The intended conclusion, presumably (given the bizarrely abrupt non-ending), is that expressed by Baron Caproni, when he analogizes war-making planes to the pyramids of Egypt: as terrible as the human cost to build them was, their greatness and immortality were worth it, and the world is the better for them. One can quibble about the facts there (archaeologists apparently regard the pyramids as built by a largely voluntary labor force in the Nile's off-season where agriculture was not possible, which given Malthusian conditions might not've affected standards of living) but the analogy falls flat: I don't wind up convinced that there was anything particularly beautiful about the Zero, much less any enduring eternal beauty which could justify contributing to so many unjustified wars. Jiro and the other should have, like the proverbial Chinese scholars, declined to serve an evil emperor and retreated to the hills to await a better regime to serve while they tended their gardens. Even after two watches, the rationale comes off as weak despite all the soap opera histrionics. And while the use of Anno as a voice-actor is an intriguing art-mirroring-life choice, ultimately Anno is something of a disappointment in going through the movie in a pleasant monotone. (You can also listen to Anno voice-acting in the _Evangelion_ Addition audio-drama, and to interviews of him like _Hideaki Anno Talks To Kids_ to confirm that he voices Jiro as himself, essentially; I'm always surprised how high-pitched Anno's voice is for such a relatively big guy.) Indeed, the plot and pacing overall are deeply unsatisfactory, and I think I liked the movie considerably less after rewatching it, as all the flaws became much more obvious on a rewatch: frankly, it's kind of boring! Actually, I would have to say that the documentary about TWR, _Kingdom of Dreams and Madness_, was much more interesting than the movie itself...

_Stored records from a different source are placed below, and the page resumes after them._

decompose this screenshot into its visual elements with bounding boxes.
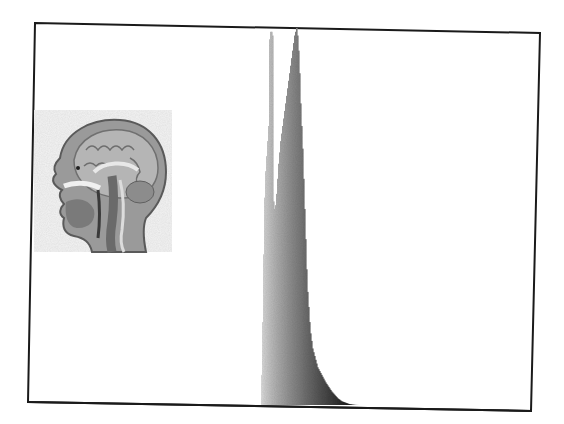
eye-marker [76, 166, 80, 170]
airway [98, 190, 100, 238]
mri-head-thumbnail [34, 110, 172, 252]
histogram-figure [0, 0, 564, 424]
brainstem [111, 176, 114, 252]
cerebellum [126, 181, 154, 203]
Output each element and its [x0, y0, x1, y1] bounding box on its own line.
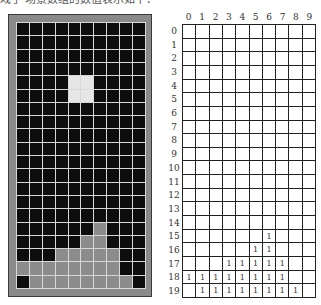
empty-cell: [81, 196, 93, 208]
table-cell: [263, 25, 276, 39]
empty-cell: [107, 183, 119, 195]
empty-cell: [120, 50, 132, 62]
table-cell: [250, 66, 263, 80]
table-cell: [223, 243, 236, 257]
table-cell: [236, 66, 249, 80]
table-cell: [210, 93, 223, 107]
row-header: 13: [166, 202, 182, 216]
table-cell: [196, 243, 209, 257]
filled-block-cell: [69, 276, 81, 288]
filled-block-cell: [56, 276, 68, 288]
table-cell: [183, 80, 196, 94]
table-cell: [250, 189, 263, 203]
table-cell: [289, 271, 302, 285]
empty-cell: [69, 63, 81, 75]
empty-cell: [94, 76, 106, 88]
empty-cell: [120, 23, 132, 35]
empty-cell: [107, 63, 119, 75]
empty-cell: [17, 50, 29, 62]
empty-cell: [133, 196, 145, 208]
empty-cell: [30, 196, 42, 208]
empty-cell: [30, 76, 42, 88]
row-header: 6: [166, 106, 182, 120]
table-cell: [276, 189, 289, 203]
table-cell: [210, 134, 223, 148]
empty-cell: [30, 209, 42, 221]
empty-cell: [43, 76, 55, 88]
table-cell: [276, 66, 289, 80]
table-cell: [236, 52, 249, 66]
empty-cell: [107, 116, 119, 128]
table-cell: 1: [223, 271, 236, 285]
table-cell: [303, 52, 316, 66]
empty-cell: [133, 103, 145, 115]
table-cell: [236, 93, 249, 107]
empty-cell: [56, 116, 68, 128]
empty-cell: [69, 23, 81, 35]
filled-block-cell: [94, 262, 106, 274]
table-cell: [289, 216, 302, 230]
empty-cell: [81, 103, 93, 115]
empty-cell: [43, 209, 55, 221]
table-cell: [183, 175, 196, 189]
table-cell: [196, 161, 209, 175]
table-cell: 1: [263, 284, 276, 298]
empty-cell: [43, 103, 55, 115]
filled-block-cell: [107, 262, 119, 274]
column-header: 1: [195, 11, 208, 23]
empty-cell: [17, 276, 29, 288]
row-header: 0: [166, 24, 182, 38]
empty-cell: [81, 209, 93, 221]
empty-cell: [30, 90, 42, 102]
filled-block-cell: [30, 262, 42, 274]
active-block-cell: [69, 90, 81, 102]
table-cell: [263, 161, 276, 175]
table-cell: [236, 148, 249, 162]
empty-cell: [133, 50, 145, 62]
empty-cell: [17, 236, 29, 248]
empty-cell: [120, 236, 132, 248]
table-cell: [210, 148, 223, 162]
filled-block-cell: [81, 276, 93, 288]
filled-block-cell: [107, 249, 119, 261]
table-cell: 1: [276, 257, 289, 271]
table-cell: [223, 93, 236, 107]
value-table: 111111111111111111111111: [182, 24, 316, 298]
empty-cell: [17, 169, 29, 181]
table-cell: [236, 216, 249, 230]
table-cell: [250, 216, 263, 230]
empty-cell: [56, 63, 68, 75]
filled-block-cell: [56, 249, 68, 261]
empty-cell: [17, 196, 29, 208]
empty-cell: [120, 209, 132, 221]
table-cell: [183, 52, 196, 66]
empty-cell: [94, 23, 106, 35]
empty-cell: [69, 236, 81, 248]
table-cell: [236, 39, 249, 53]
empty-cell: [43, 50, 55, 62]
table-cell: [303, 175, 316, 189]
empty-cell: [17, 183, 29, 195]
empty-cell: [43, 143, 55, 155]
empty-cell: [56, 143, 68, 155]
table-cell: [303, 134, 316, 148]
table-cell: [196, 148, 209, 162]
table-cell: [289, 175, 302, 189]
empty-cell: [43, 156, 55, 168]
empty-cell: [17, 76, 29, 88]
table-cell: [196, 134, 209, 148]
table-cell: 1: [276, 271, 289, 285]
empty-cell: [30, 143, 42, 155]
empty-cell: [81, 129, 93, 141]
empty-cell: [43, 183, 55, 195]
empty-cell: [56, 76, 68, 88]
table-cell: [210, 257, 223, 271]
table-cell: [236, 107, 249, 121]
table-cell: [303, 189, 316, 203]
table-cell: [183, 66, 196, 80]
table-cell: 1: [183, 271, 196, 285]
table-cell: [196, 175, 209, 189]
empty-cell: [30, 50, 42, 62]
table-cell: [276, 216, 289, 230]
filled-block-cell: [30, 276, 42, 288]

So the message falls flat. What was good about it then? I would say: the opening dream-flying sequence is indeed lovely in the same way as _Ponyo_'s ship & water animations; the earthquake sequence, though brief, is also good; there are occasional parts of interest in the plane designs and the Caproni dream sequences. Overall, I would rank this as above _From Up On Poppy Hill_ (with its egregiously awful plot twist) or _On Your Mark_ or _Only Yesterday_ (and maybe _The Cat Returns_) but well below the Miyazaki classics like _Castle of Cagliostro_ or _Whisper of the Heart_ or _Ponyo_ etc.